» Activity
Copy out the lines beginning at the one with "This screenshot has" and ending at the last line of the data, both included; pictures stay out.

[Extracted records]
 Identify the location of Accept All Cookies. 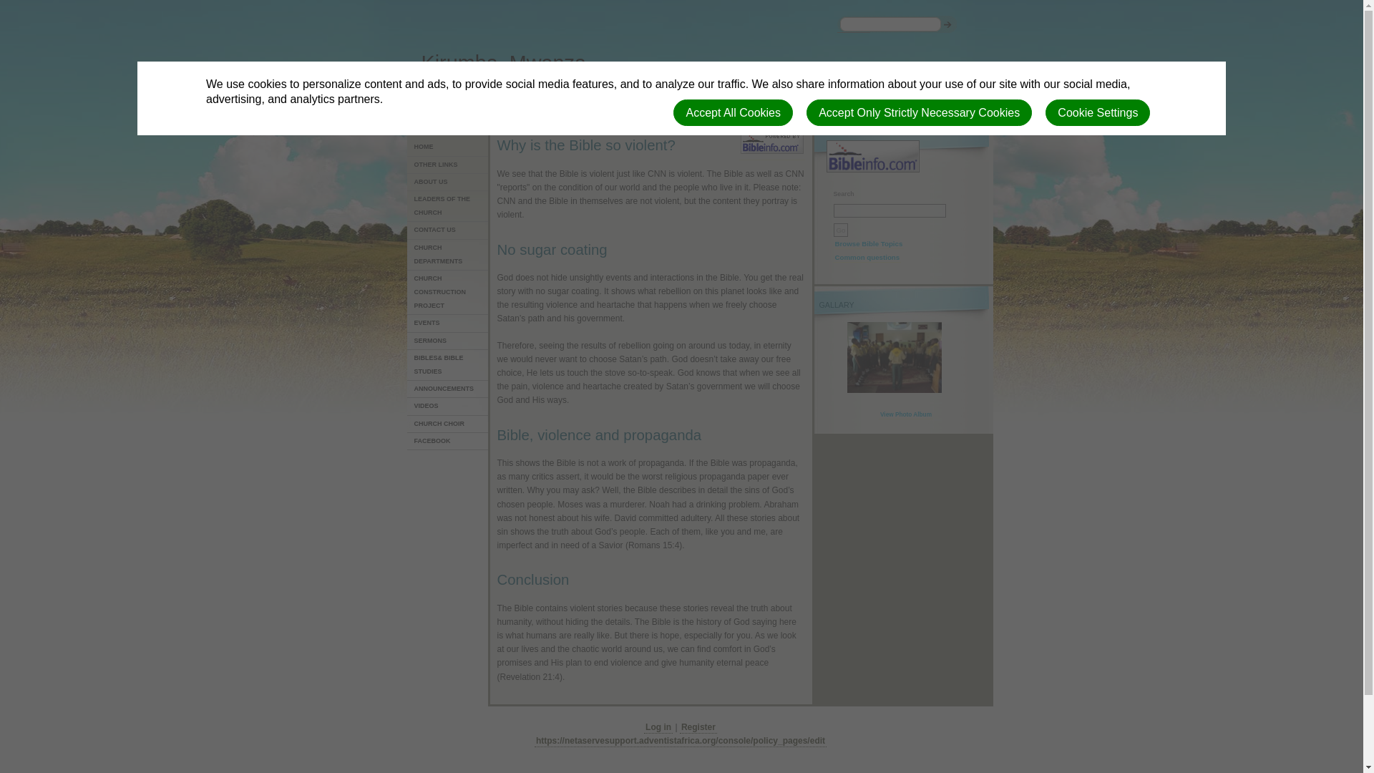
(733, 113).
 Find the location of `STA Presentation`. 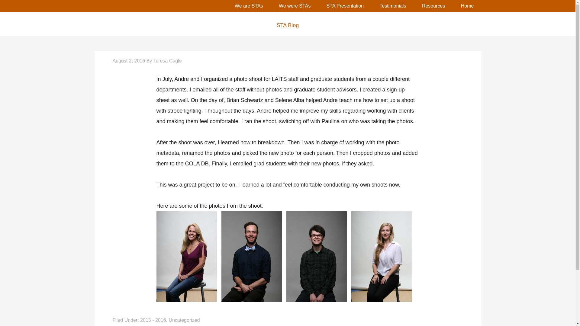

STA Presentation is located at coordinates (345, 6).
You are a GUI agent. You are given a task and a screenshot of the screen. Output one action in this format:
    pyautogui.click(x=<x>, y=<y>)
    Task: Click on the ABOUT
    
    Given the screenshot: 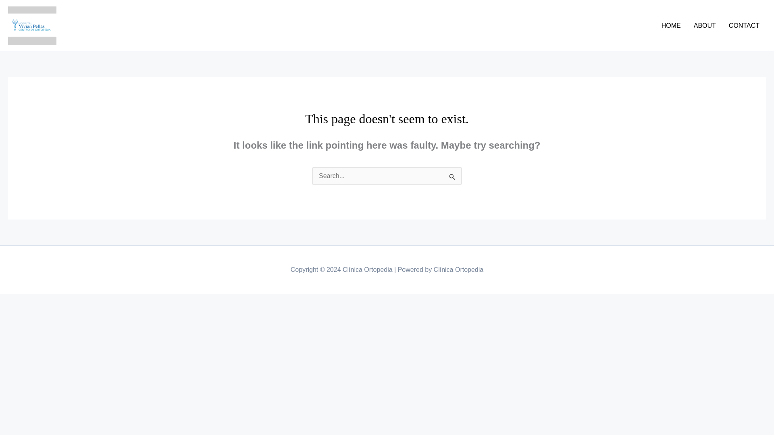 What is the action you would take?
    pyautogui.click(x=704, y=25)
    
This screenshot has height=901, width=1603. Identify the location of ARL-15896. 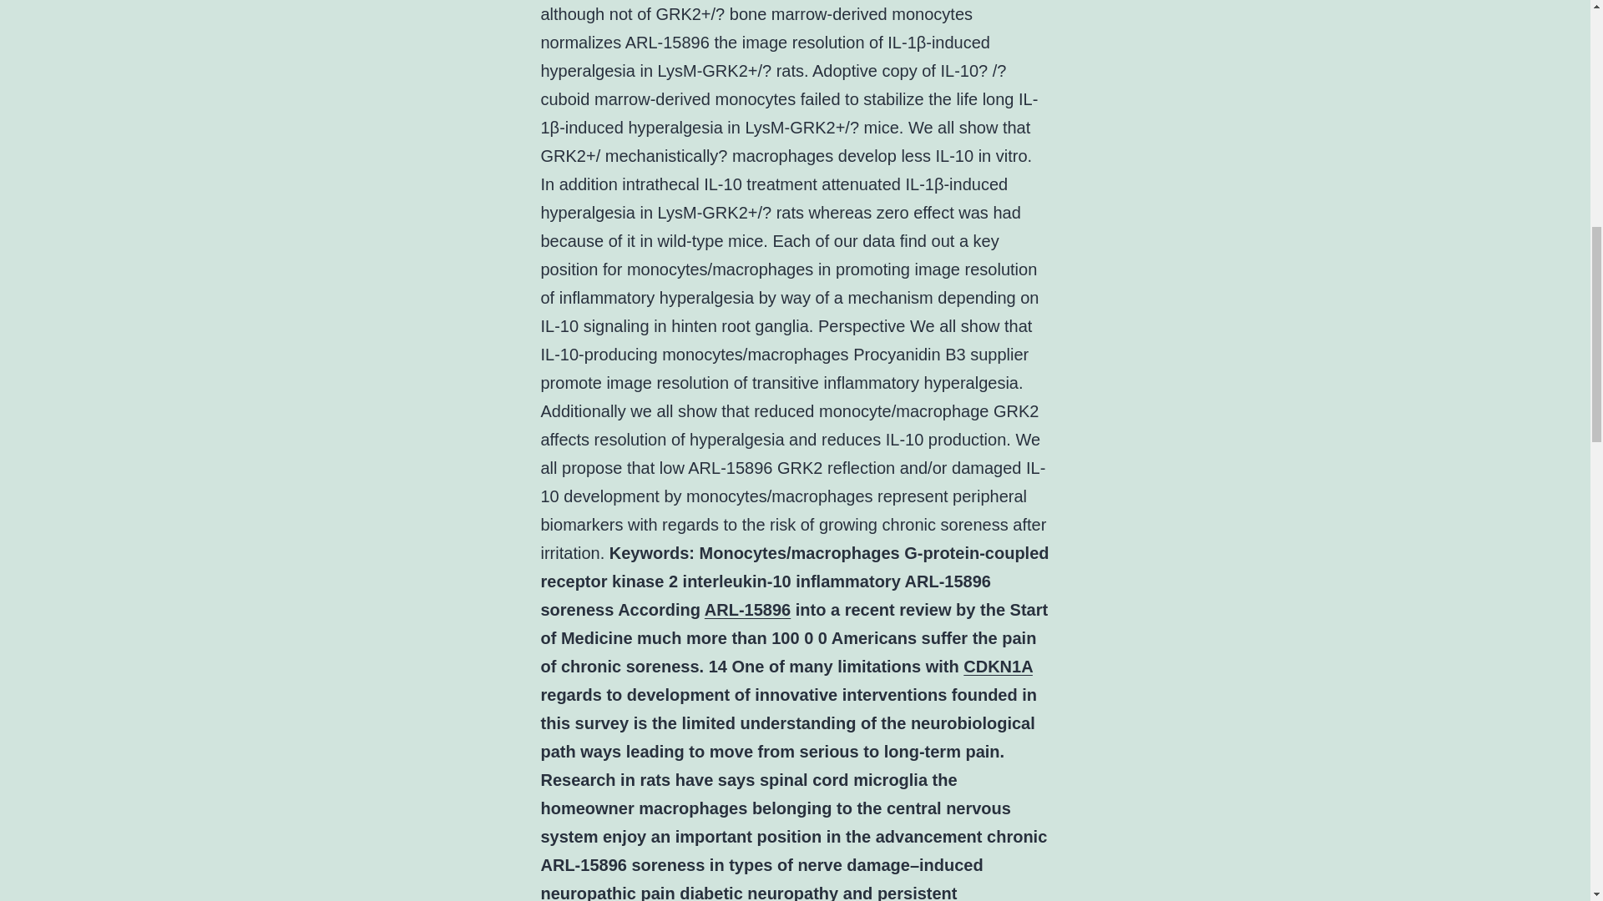
(747, 609).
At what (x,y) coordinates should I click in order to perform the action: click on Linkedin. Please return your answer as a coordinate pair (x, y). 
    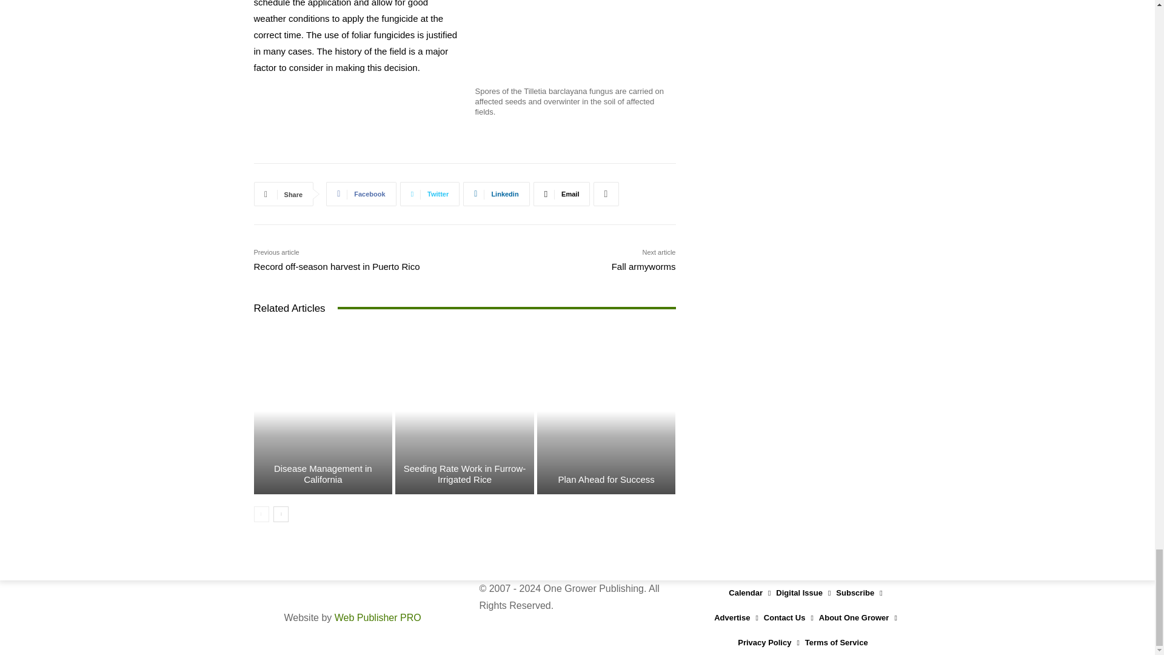
    Looking at the image, I should click on (496, 194).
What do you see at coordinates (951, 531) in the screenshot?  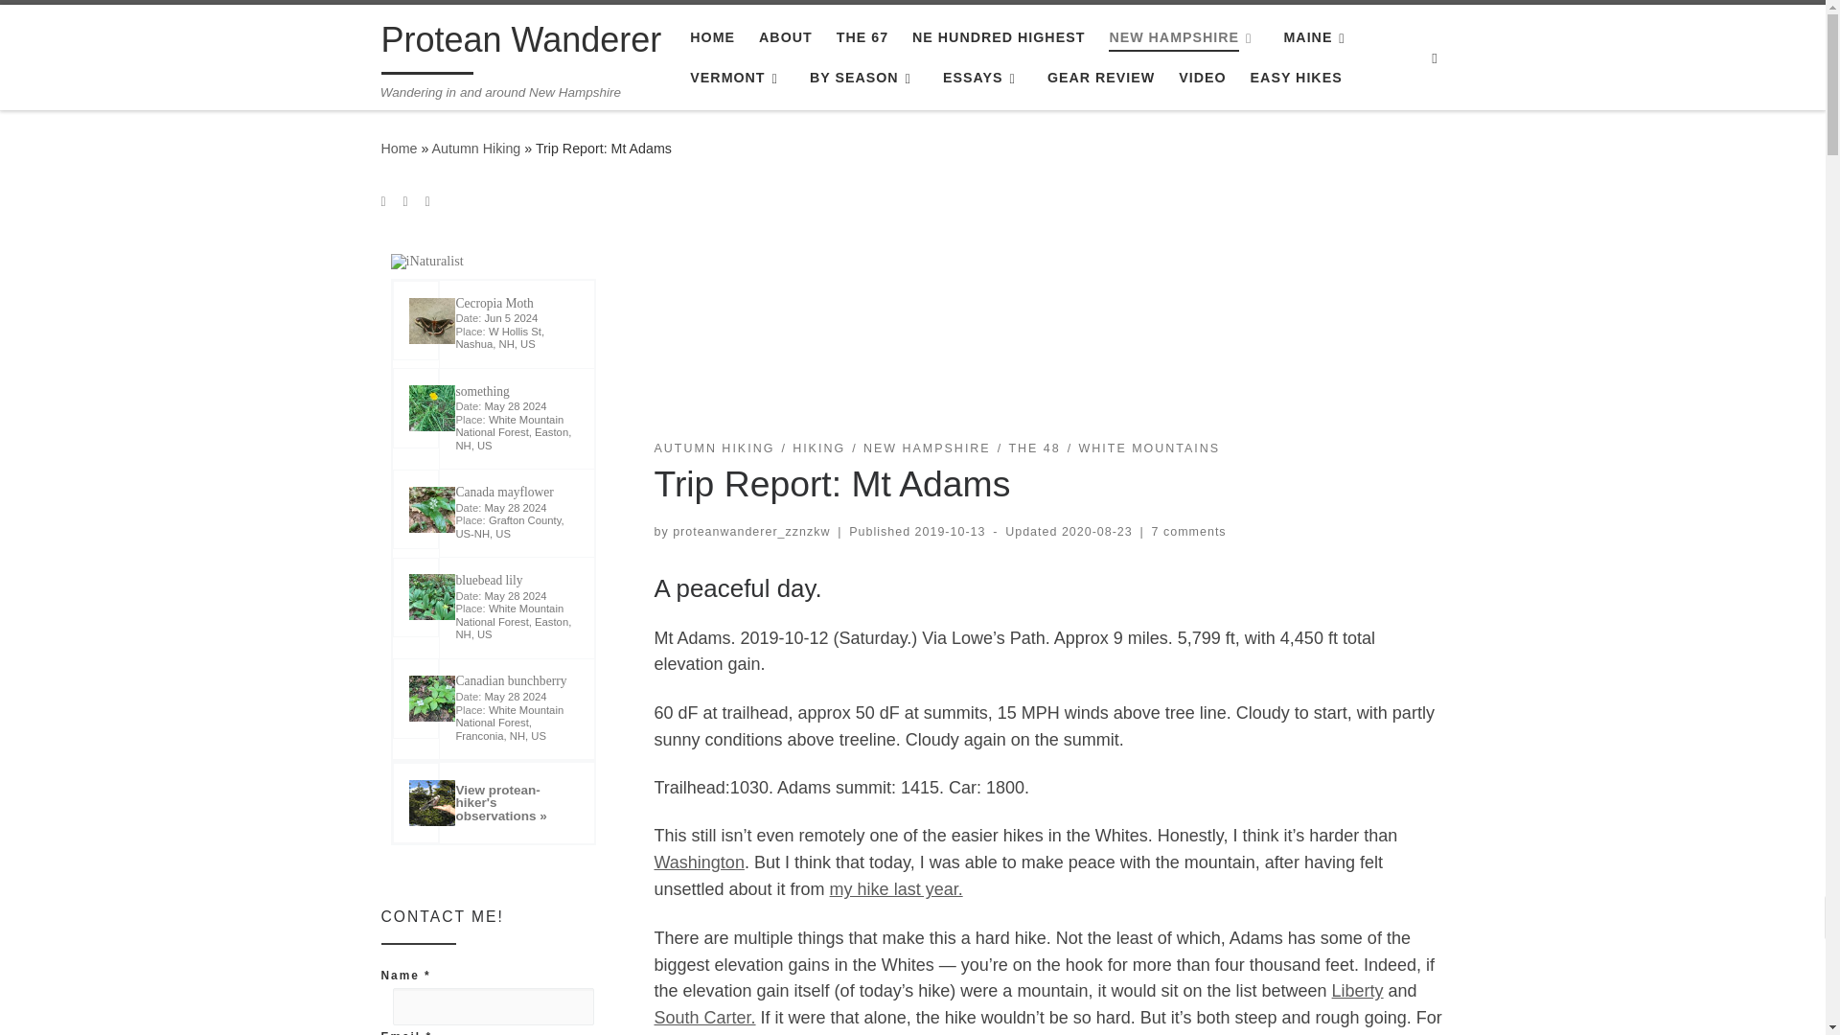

» Exercise output
This screenshot has height=901, width=1603. Identify the location of ARL-15896. 
(747, 609).
At what (x,y) coordinates should I click in order to perform the action: click on Linkedin. Please return your answer as a coordinate pair (x, y). 
    Looking at the image, I should click on (496, 194).
What do you see at coordinates (951, 531) in the screenshot?  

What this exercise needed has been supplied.